This problem requires removing nodes from a linked list that contain values which appear more than once in the list. The solution uses a hash table (or dictionary in Python) to efficiently count the occurrences of each value.
Approach:
Count Occurrences: The first step is to traverse the linked list and count how many times each value appears. A hash table is ideal for this task because it provides constant-time (O(1)) average-case lookup, insertion, and deletion. We store the value as the key and the count as the value in the hash table.

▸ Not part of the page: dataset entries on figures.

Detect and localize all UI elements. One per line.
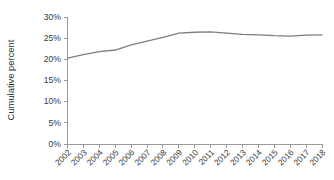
x-tick-label: 2002: [53, 147, 73, 167]
x-tick-label: 2014: [244, 147, 264, 167]
y-tick-label: 10%: [44, 96, 62, 106]
x-tick-label: 2016: [275, 147, 295, 167]
x-tick-label: 2018: [307, 147, 327, 167]
x-tick-label: 2017: [291, 147, 311, 167]
x-tick-label: 2010: [180, 147, 200, 167]
x-tick-label: 2007: [132, 147, 152, 167]
y-tick-label: 5%: [49, 118, 62, 128]
x-axis-group: 2002200320042005200620072008200920102011…: [53, 144, 328, 167]
y-axis-group: 0%5%10%15%20%25%30%: [44, 12, 68, 149]
y-tick-label: 0%: [49, 139, 62, 149]
x-tick-label: 2006: [116, 147, 136, 167]
x-tick-labels: 2002200320042005200620072008200920102011…: [53, 147, 328, 167]
y-tick-label: 30%: [44, 12, 62, 22]
x-tick-label: 2015: [260, 147, 280, 167]
x-tick-label: 2004: [85, 147, 105, 167]
line-chart: 0%5%10%15%20%25%30% 20022003200420052006…: [0, 0, 334, 180]
y-tick-label: 20%: [44, 54, 62, 64]
y-axis-title: Cumulative percent: [5, 39, 16, 120]
x-tick-label: 2009: [164, 147, 184, 167]
y-tick-label: 15%: [44, 75, 62, 85]
data-series-line: [68, 32, 323, 58]
chart-canvas: 0%5%10%15%20%25%30% 20022003200420052006…: [0, 0, 334, 180]
x-tick-label: 2008: [148, 147, 168, 167]
x-tick-label: 2012: [212, 147, 232, 167]
y-tick-labels: 0%5%10%15%20%25%30%: [44, 12, 62, 149]
x-tick-label: 2013: [228, 147, 248, 167]
y-tick-label: 25%: [44, 33, 62, 43]
x-tick-label: 2011: [196, 147, 216, 167]
x-tick-label: 2005: [101, 147, 121, 167]
x-tick-label: 2003: [69, 147, 89, 167]
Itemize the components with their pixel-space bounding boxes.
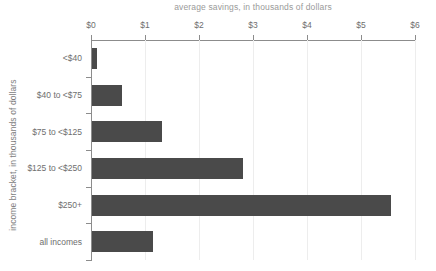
bar <box>92 195 391 216</box>
y-tick-label: all incomes <box>39 237 82 247</box>
y-tick-label: <$40 <box>63 53 82 63</box>
x-tick-label: $2 <box>194 20 203 30</box>
bar <box>92 121 162 142</box>
bar-chart: average savings, in thousands of dollars… <box>0 0 436 271</box>
gridline <box>253 40 254 260</box>
y-tick-label: $250+ <box>58 200 82 210</box>
bar <box>92 158 243 179</box>
x-tick-label: $1 <box>140 20 149 30</box>
y-tick-mark <box>86 260 92 261</box>
x-tick-label: $3 <box>248 20 257 30</box>
x-tick-label: $0 <box>86 20 95 30</box>
gridline <box>307 40 308 260</box>
x-tick-label: $6 <box>410 20 419 30</box>
gridline <box>361 40 362 260</box>
y-tick-label: $125 to <$250 <box>27 163 82 173</box>
bar <box>92 85 122 106</box>
plot-area <box>91 40 415 260</box>
gridline <box>415 40 416 260</box>
y-tick-label: $75 to <$125 <box>32 127 82 137</box>
gridline <box>199 40 200 260</box>
chart-title: average savings, in thousands of dollars <box>91 2 415 12</box>
y-axis-ticks: <$40$40 to <$75$75 to <$125$125 to <$250… <box>0 0 82 271</box>
x-tick-label: $5 <box>356 20 365 30</box>
y-tick-label: $40 to <$75 <box>37 90 82 100</box>
x-tick-label: $4 <box>302 20 311 30</box>
gridline <box>145 40 146 260</box>
bar <box>92 231 153 252</box>
bar <box>92 48 97 69</box>
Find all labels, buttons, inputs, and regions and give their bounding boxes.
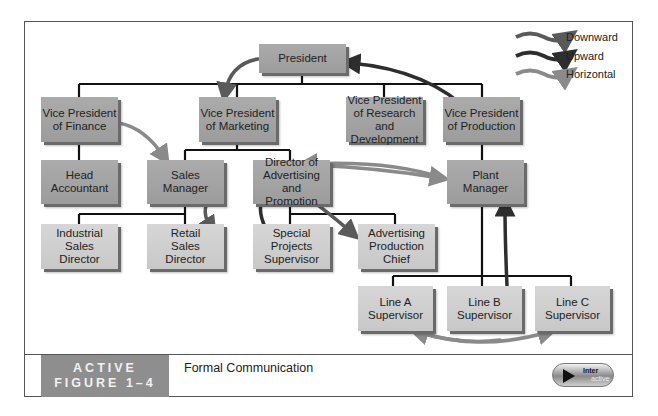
interactive-button[interactable]: Inter active [552, 363, 614, 387]
box-line-c-supervisor: Line C Supervisor [535, 286, 610, 331]
box-president: President [259, 44, 346, 73]
figure-label-line1: ACTIVE [41, 361, 169, 376]
box-retail-sales-director: Retail Sales Director [147, 224, 224, 269]
box-head-accountant: Head Accountant [41, 160, 118, 204]
box-sales-manager: Sales Manager [147, 160, 224, 204]
legend-horizontal-arrow-icon [516, 71, 568, 78]
box-vp-marketing: Vice President of Marketing [199, 97, 276, 142]
legend-arrows [516, 34, 568, 78]
legend-downward-arrow-icon [516, 34, 568, 41]
box-vp-finance: Vice President of Finance [41, 97, 118, 142]
legend-upward-arrow-icon [516, 53, 568, 60]
legend-downward-label: Downward [566, 31, 618, 43]
box-special-projects-supervisor: Special Projects Supervisor [253, 224, 330, 269]
box-line-a-supervisor: Line A Supervisor [358, 286, 433, 331]
box-plant-manager: Plant Manager [447, 160, 524, 204]
figure-label: ACTIVE FIGURE 1–4 [41, 355, 169, 397]
interactive-label-line1: Inter [583, 367, 598, 374]
box-advertising-production-chief: Advertising Production Chief [358, 224, 435, 269]
box-vp-production: Vice President of Production [443, 97, 520, 142]
legend-upward-label: Upward [566, 50, 604, 62]
box-director-advertising: Director of Advertising and Promotion [253, 160, 330, 204]
interactive-label-line2: active [591, 375, 609, 382]
figure-title: Formal Communication [184, 361, 313, 375]
box-vp-research: Vice President of Research and Developme… [346, 97, 423, 142]
box-industrial-sales-director: Industrial Sales Director [41, 224, 118, 269]
box-line-b-supervisor: Line B Supervisor [447, 286, 522, 331]
play-icon [563, 369, 575, 383]
legend-horizontal-label: Horizontal [566, 68, 616, 80]
figure-label-line2: FIGURE 1–4 [41, 376, 169, 391]
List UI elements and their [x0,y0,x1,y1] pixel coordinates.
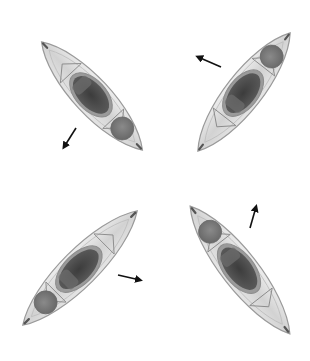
arrow-top-right-icon [198,57,221,67]
kayak-diagram [0,0,310,361]
kayak-top-left [28,30,155,163]
kayak-top-right [184,22,305,163]
arrow-bottom-left-icon [118,275,140,280]
kayak-bottom-left [10,198,150,338]
arrow-bottom-right-icon [250,207,256,228]
kayak-bottom-right [176,195,304,345]
arrow-top-left-icon [64,128,76,147]
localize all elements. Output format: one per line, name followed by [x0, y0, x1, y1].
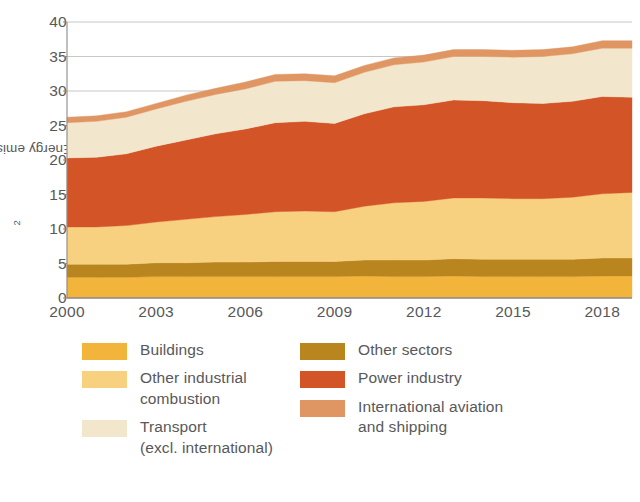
x-axis-tick-label: 2000	[49, 303, 85, 321]
legend-item[interactable]: Transport (excl. international)	[82, 417, 300, 458]
legend-item-label: Transport (excl. international)	[140, 417, 273, 458]
legend-item-label: Other industrial combustion	[140, 368, 247, 409]
legend-swatch-other-industrial-combustion	[82, 371, 127, 388]
x-axis-tick-label: 2015	[495, 303, 531, 321]
legend-swatch-transport	[82, 420, 127, 437]
figure-emissions-by-sector: Energy emissions (GtCO2) 051015202530354…	[0, 0, 640, 502]
legend-item[interactable]: International aviation and shipping	[300, 397, 576, 438]
x-axis-tick-label: 2003	[138, 303, 174, 321]
x-axis-tick-label: 2006	[228, 303, 264, 321]
legend-swatch-buildings	[82, 343, 127, 360]
area-series-buildings	[67, 276, 632, 298]
legend-column-left: BuildingsOther industrial combustionTran…	[0, 340, 300, 502]
x-axis-tick-label: 2012	[406, 303, 442, 321]
legend-item[interactable]: Buildings	[82, 340, 300, 360]
legend-item-label: Power industry	[358, 368, 462, 388]
legend-item[interactable]: Power industry	[300, 368, 576, 388]
legend-swatch-international-aviation	[300, 400, 345, 417]
x-axis-tick-label: 2009	[317, 303, 353, 321]
legend-item[interactable]: Other sectors	[300, 340, 576, 360]
x-axis-tick-label: 2018	[584, 303, 620, 321]
legend-swatch-other-sectors	[300, 343, 345, 360]
legend-item-label: International aviation and shipping	[358, 397, 503, 438]
legend-column-right: Other sectorsPower industryInternational…	[300, 340, 576, 502]
legend-item-label: Other sectors	[358, 340, 452, 360]
legend-item[interactable]: Other industrial combustion	[82, 368, 300, 409]
stacked-area-chart	[0, 0, 640, 336]
legend-item-label: Buildings	[140, 340, 204, 360]
chart-legend: BuildingsOther industrial combustionTran…	[0, 340, 640, 502]
plot-area: Energy emissions (GtCO2) 051015202530354…	[0, 0, 640, 336]
legend-swatch-power-industry	[300, 371, 345, 388]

Delete Duplicates: Next, we iterate through the linked list again. This time, we use a dummy node at the beginning of the list to simplify the handling of the head node. As we traverse:
pre
) to the current node.Return the Modified List: Finally, we return the next
pointer of the dummy node which now points to the head of the modified linked list.
Time Complexity Analysis:
Space Complexity Analysis:
Code Examples (Python, Java, C++, Go, TypeScript):
The provided code examples demonstrate the above approach in several programming languages. Each example follows these steps:
Example (Python):
from collections import Counter
# Definition for singly-linked list.
class ListNode:
def __init__(self, val=0, next=None):
self.val = val
self.next = next
class Solution:
def deleteDuplicatesUnsorted(self, head: ListNode) -> ListNode:
cnt = Counter()
cur = head
while cur:
cnt[cur.val] += 1
cur = cur.next
dummy = ListNode(0, head)
pre, cur = dummy, head
while cur:
if cnt[cur.val] > 1:
pre.next = cur.next
else:
pre = cur
cur = cur.next
return dummy.next
The other language examples (Java, C++, Go, TypeScript) implement the same logic using their respective data structures and syntax. They all maintain the same O(n) time and O(n) space complexity.